“My art is about perspective—shifting it, questioning it, and sometimes even surrendering it. Through light, geometry, and silence, I try to distill emotion into form.”

EARLY SPARKS
I was an only grandchild, living with my parents and grandparents, quiet and eager to please, and happiest with a pencil in my hand. My father, a Sunday painter, gave me my first crayons and coloring books. I wasn’t just entertained… I was in another world.
As long as I had something to draw with, the world around me disappeared.
When I was eight, he guided me through my first oil painting — a beach scene copied from the Saturday Evening Post — teaching me how to grid a picture and mix colors. That moment changed everything.
I was hooked.


DETOURS AND DETERMINATION
Life shifted when my parents divorced when I was nine. My father’s influence in my art became occasional, though he still whisked me off to the National Gallery of Art now and then, pointing excitedly at the Impressionists. By the time I was twelve, Monet, Pissarro, and Van Gogh felt like old friends.
All through junior high and high school, I loaded up on every art class available. When it came time for college plans, I begged for art school — MICA (Maryland Institute College of Art), RISD (Rhode Island School of Design), or somewhere I could be surrounded by creative people.
My mother had other ideas.
She feared artists were wannabe hippies who drank too much and lived on the streets. She wanted college, a degree, and her sorority for me.
ANSWERING THE CALL
So, trying to keep the peace, I agreed to Syracuse University as a home economics major — thinking maybe I could decorate interiors.
After three semesters of resisting destiny, I marched myself into the Fine Arts School and changed my major to fashion illustration. It felt like coming home.
After graduation, I stayed in Syracuse and became an illustrator for Chappell's department store. My art director was exceptional ... I learned to render clothing, jewelry, and household objects with detail and elegance. Those skills became the foundation of my still life paintings years later.

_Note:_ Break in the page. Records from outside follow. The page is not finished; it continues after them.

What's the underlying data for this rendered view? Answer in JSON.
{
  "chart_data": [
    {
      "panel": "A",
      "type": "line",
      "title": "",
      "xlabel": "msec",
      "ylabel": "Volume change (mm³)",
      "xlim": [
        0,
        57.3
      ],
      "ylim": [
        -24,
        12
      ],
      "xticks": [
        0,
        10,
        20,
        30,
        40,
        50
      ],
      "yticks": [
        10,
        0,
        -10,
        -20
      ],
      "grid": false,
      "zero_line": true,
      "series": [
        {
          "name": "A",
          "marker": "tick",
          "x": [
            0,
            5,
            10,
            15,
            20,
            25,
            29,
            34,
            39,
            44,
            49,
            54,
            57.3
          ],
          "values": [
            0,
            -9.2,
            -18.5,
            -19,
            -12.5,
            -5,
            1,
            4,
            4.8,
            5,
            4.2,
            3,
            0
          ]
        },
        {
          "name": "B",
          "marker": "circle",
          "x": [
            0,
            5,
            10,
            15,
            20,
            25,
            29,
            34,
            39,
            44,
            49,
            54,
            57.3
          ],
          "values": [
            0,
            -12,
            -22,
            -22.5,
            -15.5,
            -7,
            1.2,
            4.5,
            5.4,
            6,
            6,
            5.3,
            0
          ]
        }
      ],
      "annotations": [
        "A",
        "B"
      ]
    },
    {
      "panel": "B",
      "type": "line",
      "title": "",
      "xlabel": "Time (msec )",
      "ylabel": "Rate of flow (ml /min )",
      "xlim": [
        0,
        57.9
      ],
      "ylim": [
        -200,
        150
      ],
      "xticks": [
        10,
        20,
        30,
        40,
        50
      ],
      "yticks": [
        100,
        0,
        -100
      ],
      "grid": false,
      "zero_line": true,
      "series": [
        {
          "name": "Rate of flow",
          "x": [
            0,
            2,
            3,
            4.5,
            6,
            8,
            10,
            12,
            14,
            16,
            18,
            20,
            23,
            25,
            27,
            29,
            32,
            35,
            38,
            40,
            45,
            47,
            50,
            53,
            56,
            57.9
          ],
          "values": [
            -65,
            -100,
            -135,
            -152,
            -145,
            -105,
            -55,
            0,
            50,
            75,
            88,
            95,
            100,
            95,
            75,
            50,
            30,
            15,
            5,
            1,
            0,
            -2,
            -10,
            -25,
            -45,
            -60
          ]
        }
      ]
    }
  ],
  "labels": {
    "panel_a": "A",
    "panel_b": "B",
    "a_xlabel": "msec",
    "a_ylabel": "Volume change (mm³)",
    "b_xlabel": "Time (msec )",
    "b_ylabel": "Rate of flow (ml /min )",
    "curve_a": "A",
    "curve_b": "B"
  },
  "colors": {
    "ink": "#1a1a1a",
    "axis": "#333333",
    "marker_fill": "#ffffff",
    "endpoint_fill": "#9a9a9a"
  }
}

THE WANDERING ILLLUSTRATOR
When I lived in Syracuse in the early 60's, the only artists in town were the ones that did the illustrations for the department store ads in the newspapers. There was no such thing as a commercial art gallery. I didn't know such a thing even existed.
When I returned to the Maryland suburbs, I took every illustration job that came along. I sometimes joke that I illustrated everything from satellites to toilet seats — which is true!
I was working… but the dream was still waiting in the wings.
FINDING THE LANDSCAPE, AND ME
After numerous jobs as an illustrator, graphic artist, and advertising director, I finally decided it was time to follow my dream of being a painter.
I settled down and moved to the countryside in central Maryland and fell in love with the rolling hills, historic villages, and the barns and farms.
I started teaching in my studio, participated in numerous outdoor fairs and mall shows, was represented by several prestigious galleries, and began entering national shows.
The pieces of my life were finally fitting together.


ARTS FOR THE PARKS
One day I spotted an ad in American Artist Magazine for the National Arts for the Parks competition. I’d been painting along the C&O Canal for years, and I thought:
“I can do that!”
All entries had to be 18x24, unsigned, and shipped to Jackson Hole for judging. Over 2,000 paintings were entered. When they called to say my painting “Lock 4 on the C&O Canal” was accepted as a TOP 100, I nearly fell to the floor..
I flew to Wyoming for the awards ceremony...a magical experience surrounded by incredible artists and breathtaking scenery. It was the affirmation I didn’t even know I needed.
FROM PAINTER TO AUTHOR
That painting in Jackson Hole, plus several more of mine that had been in the TOP 100, caught the attention of an editor at North Light Books, who included two of my works in Art From the Parks. Soon after, she invited those featured artists to propose their own instructional books.
Once again… I said: “I can do that!”
I submitted a storyboard based on plein air workshops I’d been teaching — and three days later, it was accepted.
My book 14 Formulas for Fabulous Landscape Paintings was published in 2004, later retitled Secrets to Composition — now in its 9th printing and even translated into Chinese.
It remains one of my proudest achievements.


STILL LEARNING, STILL EXCITED
Since then, the joy has continued — plein air workshops, national shows, gallery representation, and most recently, becoming a Signature Member of Oil Painters of America.
The tools have changed a bit since those first crayons, but the feeling hasn’t.
Painting still gives me the same thrill it did when I was eight years old.
Thank you for reading my story.
If something in it connected with you — the love of nature, the pull of creativity, or simply the idea of finding your path — I’m grateful.
Art has always been my way of sharing beauty, memory, and place.